By Basil Katz
NEW YORK (Reuters) - A man convicted over a plot to blow up Los Angeles airport who later cooperated with the government was sent back to prison on Friday for trying to purchase an AK-47 rifle and lying to authorities in violation of his probation.
Abdelghani Meskini, 42, an Algerian, pleaded guilty in 2001 to participating in the al Qaeda-sponsored "Millennium plot" to blow up Los Angeles International Airport.
In exchange for testifying against his co-defendants, he was given a more lenient sentence and freed in 2005.
In a ruling unsealed ahead of Friday's sentencing of Meskini -- to 31 additional months in jail -- U.S. District Judge John Keenan said the government was partly to blame for Meskini's drift back into trouble.
After he was freed, Meskini held a job at an Atlanta, Georgia, housing complex Keenan called a "hotbed of criminal activity," adding that U.S. law enforcement officials never suggested he not work there.
"Incredibly," the judge said, probation officers approved Meskini's job at the properties "where narcotics sales and prostitution occurred openly and persistently."
At the housing complex Meskini would collect rent and conduct maintenance. He was arrested by immigration authorities in November and transferred to Bureau of Prisons custody four months later.
Meskini's attorney, Mark deMarco, argued his client should be sentenced to time served and said the U.S. government was partly to blame for "depositing him in this hotbed ... putting him in a situation where the influences around him perhaps led him to his conduct, which is no excuse."
At an earlier hearing, prostitute and admitted crack cocaine user Crystal Roughton testified Meskini had asked her to help him purchase an AK-47 rifle.
She said Meskini helped her place escort service ads online and lent her money. She also testified she had seen Meskini in possession of a handgun, a probation violation.
Assistant U.S. Attorney Michael Rosensaft argued at another hearing that Meskini "had no interest in living a law-abiding life" and was becoming increasingly radicalized.
But deMarco said his client was "thrust into a hornet's nest" and "association with criminals was part of his job."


* [REQUIRED WORK] Show all lines from the data that include the word "letter".

BEGIN

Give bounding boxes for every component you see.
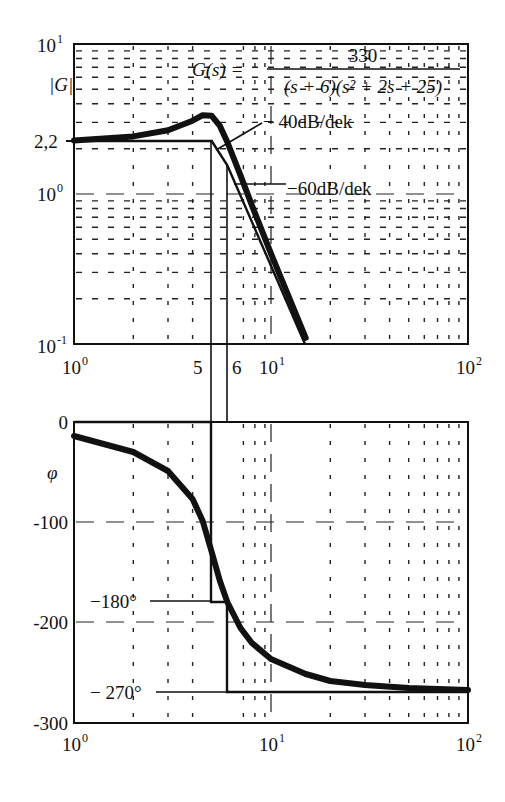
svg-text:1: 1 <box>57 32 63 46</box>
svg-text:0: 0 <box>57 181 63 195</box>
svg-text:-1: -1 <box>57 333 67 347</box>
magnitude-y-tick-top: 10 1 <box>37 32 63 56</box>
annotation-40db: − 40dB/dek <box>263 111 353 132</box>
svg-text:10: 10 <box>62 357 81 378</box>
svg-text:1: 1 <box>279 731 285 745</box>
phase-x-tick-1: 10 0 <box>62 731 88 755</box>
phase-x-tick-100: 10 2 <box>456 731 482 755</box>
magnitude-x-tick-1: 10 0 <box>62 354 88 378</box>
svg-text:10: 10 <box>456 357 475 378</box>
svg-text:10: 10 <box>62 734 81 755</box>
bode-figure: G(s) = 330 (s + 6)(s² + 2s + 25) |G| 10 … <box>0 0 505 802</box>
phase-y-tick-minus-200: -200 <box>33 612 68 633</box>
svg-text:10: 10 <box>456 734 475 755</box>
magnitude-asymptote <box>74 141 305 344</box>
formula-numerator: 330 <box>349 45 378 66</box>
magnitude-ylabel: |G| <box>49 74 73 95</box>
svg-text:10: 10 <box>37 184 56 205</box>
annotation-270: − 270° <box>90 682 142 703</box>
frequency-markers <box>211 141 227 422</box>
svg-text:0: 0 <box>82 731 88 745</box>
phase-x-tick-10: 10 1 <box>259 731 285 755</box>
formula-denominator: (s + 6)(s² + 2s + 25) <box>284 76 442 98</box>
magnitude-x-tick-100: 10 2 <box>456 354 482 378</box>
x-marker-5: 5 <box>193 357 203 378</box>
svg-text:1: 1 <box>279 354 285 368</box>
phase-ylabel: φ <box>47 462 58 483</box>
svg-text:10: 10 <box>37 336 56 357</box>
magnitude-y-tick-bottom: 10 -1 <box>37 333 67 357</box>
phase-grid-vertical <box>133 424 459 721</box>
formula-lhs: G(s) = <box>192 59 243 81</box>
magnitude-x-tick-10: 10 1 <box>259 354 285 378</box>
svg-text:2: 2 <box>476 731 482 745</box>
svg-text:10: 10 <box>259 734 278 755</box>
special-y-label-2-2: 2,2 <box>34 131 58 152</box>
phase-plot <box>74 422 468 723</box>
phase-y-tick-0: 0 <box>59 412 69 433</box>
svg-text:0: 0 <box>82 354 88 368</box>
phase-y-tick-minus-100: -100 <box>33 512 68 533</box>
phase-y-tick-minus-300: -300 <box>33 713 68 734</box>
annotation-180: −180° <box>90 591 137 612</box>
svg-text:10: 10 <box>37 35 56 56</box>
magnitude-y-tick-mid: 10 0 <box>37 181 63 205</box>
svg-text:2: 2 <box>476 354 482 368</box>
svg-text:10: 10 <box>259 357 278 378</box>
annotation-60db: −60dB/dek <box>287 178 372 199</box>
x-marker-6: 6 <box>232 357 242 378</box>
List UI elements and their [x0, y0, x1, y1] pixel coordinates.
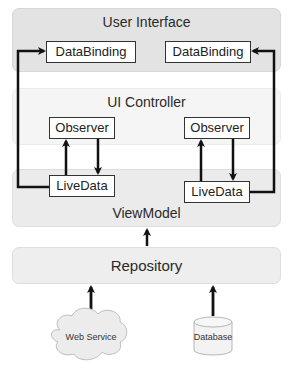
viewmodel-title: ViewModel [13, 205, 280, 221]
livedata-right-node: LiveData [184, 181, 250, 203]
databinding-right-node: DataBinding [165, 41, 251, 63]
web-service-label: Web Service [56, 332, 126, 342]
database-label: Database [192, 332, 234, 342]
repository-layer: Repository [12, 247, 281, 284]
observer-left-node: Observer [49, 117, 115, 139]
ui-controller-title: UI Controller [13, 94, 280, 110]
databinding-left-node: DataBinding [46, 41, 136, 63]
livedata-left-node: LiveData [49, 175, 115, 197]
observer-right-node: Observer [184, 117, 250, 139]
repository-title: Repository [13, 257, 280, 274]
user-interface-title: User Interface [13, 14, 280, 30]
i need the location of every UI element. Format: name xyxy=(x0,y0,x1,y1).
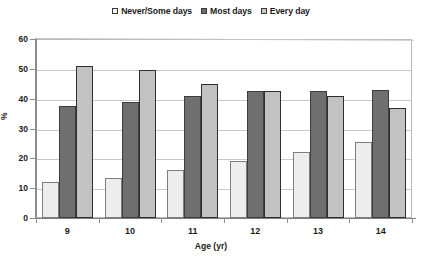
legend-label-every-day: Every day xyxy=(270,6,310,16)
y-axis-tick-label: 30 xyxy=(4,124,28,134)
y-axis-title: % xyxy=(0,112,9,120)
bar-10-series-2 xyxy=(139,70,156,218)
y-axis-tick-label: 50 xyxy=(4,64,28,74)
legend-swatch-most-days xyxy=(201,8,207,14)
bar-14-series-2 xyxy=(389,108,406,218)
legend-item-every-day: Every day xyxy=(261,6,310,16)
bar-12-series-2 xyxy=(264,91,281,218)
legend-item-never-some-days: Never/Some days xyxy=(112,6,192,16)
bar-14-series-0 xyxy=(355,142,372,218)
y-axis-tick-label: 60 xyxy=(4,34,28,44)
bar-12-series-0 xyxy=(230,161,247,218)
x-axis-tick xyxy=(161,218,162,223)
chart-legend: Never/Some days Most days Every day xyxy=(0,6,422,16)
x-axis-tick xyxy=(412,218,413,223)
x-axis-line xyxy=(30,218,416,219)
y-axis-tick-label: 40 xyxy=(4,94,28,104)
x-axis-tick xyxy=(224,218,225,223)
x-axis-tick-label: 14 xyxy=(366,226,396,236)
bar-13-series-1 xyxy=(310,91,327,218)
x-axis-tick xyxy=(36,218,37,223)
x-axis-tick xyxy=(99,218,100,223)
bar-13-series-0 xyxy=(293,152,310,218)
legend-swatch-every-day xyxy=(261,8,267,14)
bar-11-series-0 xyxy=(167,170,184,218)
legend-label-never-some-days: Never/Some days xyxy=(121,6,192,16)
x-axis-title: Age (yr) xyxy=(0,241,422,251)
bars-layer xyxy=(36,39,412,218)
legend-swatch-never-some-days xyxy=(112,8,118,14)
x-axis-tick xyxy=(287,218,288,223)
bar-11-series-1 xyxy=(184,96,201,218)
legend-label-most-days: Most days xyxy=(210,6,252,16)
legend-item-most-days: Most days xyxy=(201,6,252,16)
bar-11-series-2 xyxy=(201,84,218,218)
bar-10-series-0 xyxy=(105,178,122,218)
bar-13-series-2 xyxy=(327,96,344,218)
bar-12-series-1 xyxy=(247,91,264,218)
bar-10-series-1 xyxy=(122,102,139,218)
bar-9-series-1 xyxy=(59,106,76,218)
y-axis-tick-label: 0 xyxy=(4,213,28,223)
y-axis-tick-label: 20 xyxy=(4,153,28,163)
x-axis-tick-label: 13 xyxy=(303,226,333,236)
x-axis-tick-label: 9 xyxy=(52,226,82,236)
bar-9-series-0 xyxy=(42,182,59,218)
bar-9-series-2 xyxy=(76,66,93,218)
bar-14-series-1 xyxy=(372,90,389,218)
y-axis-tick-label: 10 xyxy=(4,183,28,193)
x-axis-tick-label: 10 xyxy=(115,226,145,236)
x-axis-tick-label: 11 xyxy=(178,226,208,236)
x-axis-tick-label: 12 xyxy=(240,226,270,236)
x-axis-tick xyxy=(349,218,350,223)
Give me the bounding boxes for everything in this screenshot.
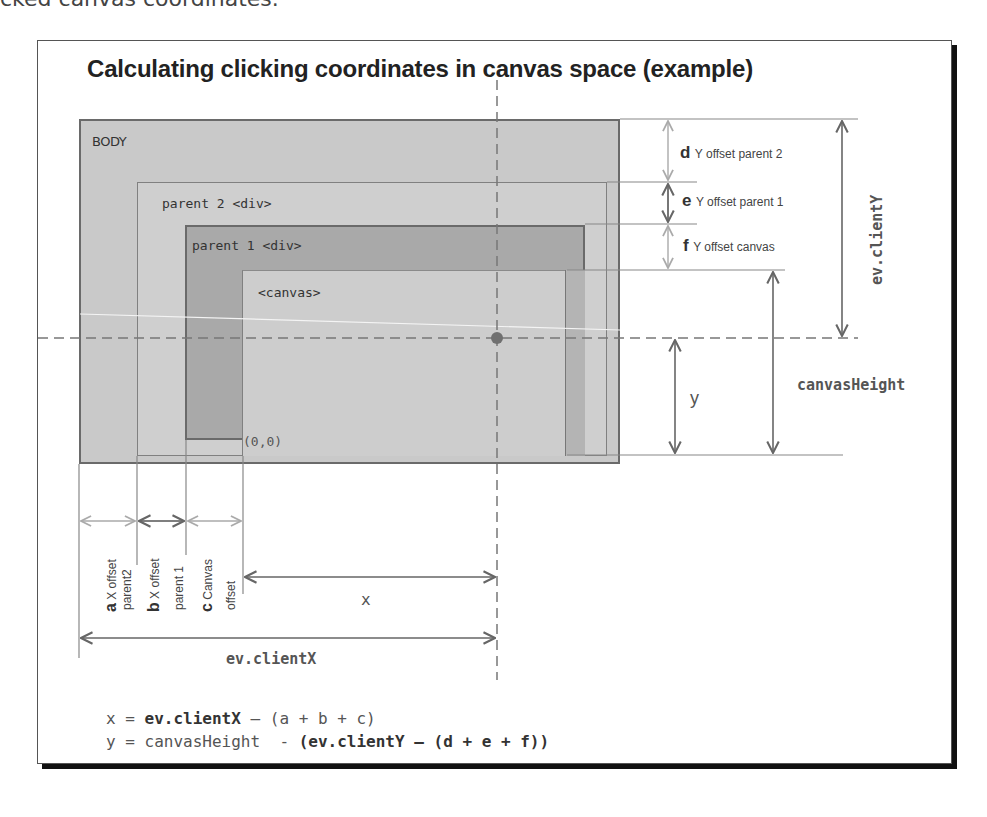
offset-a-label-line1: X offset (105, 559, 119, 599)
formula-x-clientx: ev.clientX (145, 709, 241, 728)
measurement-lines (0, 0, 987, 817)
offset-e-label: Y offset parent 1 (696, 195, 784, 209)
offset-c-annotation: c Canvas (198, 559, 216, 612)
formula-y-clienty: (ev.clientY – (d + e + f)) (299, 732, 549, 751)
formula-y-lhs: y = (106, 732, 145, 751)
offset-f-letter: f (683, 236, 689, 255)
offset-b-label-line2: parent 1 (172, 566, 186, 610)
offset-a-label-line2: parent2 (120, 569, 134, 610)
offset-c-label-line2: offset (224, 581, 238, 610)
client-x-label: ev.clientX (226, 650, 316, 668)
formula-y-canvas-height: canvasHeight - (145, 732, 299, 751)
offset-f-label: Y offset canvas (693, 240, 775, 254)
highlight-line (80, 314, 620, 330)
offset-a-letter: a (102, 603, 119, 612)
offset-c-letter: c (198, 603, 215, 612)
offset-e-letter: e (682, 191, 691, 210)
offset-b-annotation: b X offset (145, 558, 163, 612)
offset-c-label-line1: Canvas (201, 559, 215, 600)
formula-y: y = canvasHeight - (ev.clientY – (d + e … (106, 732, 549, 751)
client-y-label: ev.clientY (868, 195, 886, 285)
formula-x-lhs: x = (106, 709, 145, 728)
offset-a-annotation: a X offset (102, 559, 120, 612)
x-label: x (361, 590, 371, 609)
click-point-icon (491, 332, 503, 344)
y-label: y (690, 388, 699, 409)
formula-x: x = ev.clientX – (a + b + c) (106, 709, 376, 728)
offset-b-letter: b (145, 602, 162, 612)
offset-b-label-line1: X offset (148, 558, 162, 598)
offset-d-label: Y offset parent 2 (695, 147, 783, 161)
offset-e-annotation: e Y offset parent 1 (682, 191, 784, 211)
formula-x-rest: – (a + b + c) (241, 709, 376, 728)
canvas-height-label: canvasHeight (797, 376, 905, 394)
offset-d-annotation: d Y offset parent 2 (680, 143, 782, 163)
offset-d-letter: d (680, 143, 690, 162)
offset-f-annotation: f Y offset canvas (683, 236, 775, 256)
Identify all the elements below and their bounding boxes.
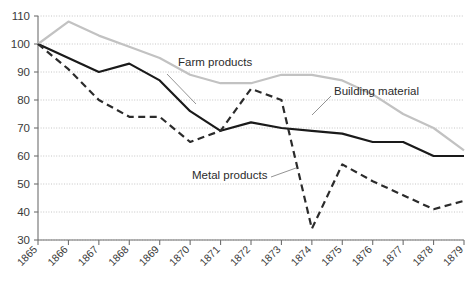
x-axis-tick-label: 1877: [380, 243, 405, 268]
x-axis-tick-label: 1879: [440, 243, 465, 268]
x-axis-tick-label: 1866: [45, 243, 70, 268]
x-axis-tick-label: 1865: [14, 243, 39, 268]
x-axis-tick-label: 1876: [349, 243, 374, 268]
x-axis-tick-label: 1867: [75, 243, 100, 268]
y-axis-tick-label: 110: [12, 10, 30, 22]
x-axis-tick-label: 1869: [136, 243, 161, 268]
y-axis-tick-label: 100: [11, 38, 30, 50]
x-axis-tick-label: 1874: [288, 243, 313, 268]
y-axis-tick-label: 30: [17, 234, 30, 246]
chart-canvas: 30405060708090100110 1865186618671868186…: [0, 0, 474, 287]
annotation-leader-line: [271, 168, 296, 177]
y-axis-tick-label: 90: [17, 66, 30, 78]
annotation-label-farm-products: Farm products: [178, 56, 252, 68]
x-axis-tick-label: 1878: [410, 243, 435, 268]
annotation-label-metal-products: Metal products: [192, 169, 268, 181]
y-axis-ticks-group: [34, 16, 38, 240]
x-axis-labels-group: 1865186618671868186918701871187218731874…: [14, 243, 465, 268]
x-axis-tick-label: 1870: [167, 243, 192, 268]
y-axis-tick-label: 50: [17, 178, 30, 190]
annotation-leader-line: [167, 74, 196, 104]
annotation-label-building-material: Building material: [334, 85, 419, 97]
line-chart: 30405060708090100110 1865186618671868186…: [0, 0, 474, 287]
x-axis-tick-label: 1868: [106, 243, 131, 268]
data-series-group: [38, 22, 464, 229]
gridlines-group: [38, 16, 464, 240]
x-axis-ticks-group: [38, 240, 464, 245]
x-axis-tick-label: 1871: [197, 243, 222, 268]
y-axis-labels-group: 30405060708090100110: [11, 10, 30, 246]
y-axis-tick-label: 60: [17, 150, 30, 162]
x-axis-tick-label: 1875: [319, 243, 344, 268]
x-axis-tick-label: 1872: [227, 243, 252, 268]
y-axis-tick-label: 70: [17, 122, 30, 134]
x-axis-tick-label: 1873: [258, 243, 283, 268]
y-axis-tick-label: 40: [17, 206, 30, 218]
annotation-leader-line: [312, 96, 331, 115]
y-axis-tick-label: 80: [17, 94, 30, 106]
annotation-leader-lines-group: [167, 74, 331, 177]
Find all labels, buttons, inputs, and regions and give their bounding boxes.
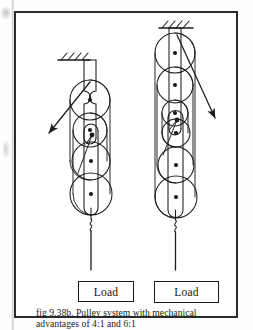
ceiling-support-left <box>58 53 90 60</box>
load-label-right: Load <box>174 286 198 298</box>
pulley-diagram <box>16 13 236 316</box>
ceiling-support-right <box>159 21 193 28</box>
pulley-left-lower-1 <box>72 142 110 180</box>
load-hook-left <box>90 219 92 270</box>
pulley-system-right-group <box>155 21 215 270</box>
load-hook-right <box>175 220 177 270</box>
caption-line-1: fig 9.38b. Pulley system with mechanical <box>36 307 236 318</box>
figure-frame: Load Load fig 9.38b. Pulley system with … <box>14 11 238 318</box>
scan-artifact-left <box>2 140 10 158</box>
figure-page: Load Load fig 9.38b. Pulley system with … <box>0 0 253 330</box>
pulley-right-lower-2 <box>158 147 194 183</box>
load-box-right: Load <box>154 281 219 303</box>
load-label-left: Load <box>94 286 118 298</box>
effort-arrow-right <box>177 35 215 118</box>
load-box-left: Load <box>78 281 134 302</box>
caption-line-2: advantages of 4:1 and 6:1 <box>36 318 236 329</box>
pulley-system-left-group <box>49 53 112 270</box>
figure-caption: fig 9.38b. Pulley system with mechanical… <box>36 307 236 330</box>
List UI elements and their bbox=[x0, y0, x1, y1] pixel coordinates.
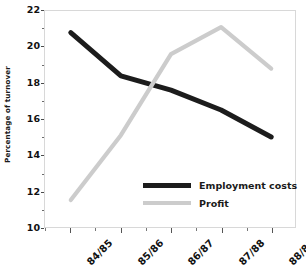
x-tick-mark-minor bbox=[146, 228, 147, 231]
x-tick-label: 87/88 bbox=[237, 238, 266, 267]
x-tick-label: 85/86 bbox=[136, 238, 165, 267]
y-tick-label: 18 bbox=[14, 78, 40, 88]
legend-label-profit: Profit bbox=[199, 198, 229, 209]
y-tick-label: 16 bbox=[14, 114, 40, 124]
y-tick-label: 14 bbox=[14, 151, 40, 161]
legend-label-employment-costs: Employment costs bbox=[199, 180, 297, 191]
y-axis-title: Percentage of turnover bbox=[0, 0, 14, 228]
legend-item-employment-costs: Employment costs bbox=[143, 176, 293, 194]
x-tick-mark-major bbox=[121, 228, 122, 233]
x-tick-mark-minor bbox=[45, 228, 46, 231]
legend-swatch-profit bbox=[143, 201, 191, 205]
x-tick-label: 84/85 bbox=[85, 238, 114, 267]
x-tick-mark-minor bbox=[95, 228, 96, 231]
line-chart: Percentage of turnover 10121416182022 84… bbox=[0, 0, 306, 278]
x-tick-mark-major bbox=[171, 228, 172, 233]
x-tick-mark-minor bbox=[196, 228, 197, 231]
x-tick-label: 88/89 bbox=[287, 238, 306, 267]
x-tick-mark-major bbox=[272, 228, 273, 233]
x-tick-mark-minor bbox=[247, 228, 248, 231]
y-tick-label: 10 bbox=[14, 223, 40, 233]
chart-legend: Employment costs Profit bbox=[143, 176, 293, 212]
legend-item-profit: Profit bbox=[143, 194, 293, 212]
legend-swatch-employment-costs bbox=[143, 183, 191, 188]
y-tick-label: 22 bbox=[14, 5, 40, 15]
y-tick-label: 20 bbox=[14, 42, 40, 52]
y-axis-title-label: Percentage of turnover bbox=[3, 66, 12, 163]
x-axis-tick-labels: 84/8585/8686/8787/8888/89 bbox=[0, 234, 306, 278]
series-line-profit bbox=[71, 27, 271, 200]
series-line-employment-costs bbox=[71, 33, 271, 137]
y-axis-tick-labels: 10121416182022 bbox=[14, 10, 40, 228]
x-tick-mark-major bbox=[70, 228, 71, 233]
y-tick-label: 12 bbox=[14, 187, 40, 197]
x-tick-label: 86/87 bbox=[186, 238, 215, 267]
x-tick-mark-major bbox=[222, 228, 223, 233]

END

* [RESPONSE TO THE TASK]
offset-f-letter: f (683, 236, 689, 255)
offset-a-letter: a (102, 603, 119, 612)
offset-c-letter: c (198, 603, 215, 612)
offset-e-letter: e (682, 191, 691, 210)
offset-b-letter: b (145, 602, 162, 612)
offset-d-letter: d (680, 143, 690, 162)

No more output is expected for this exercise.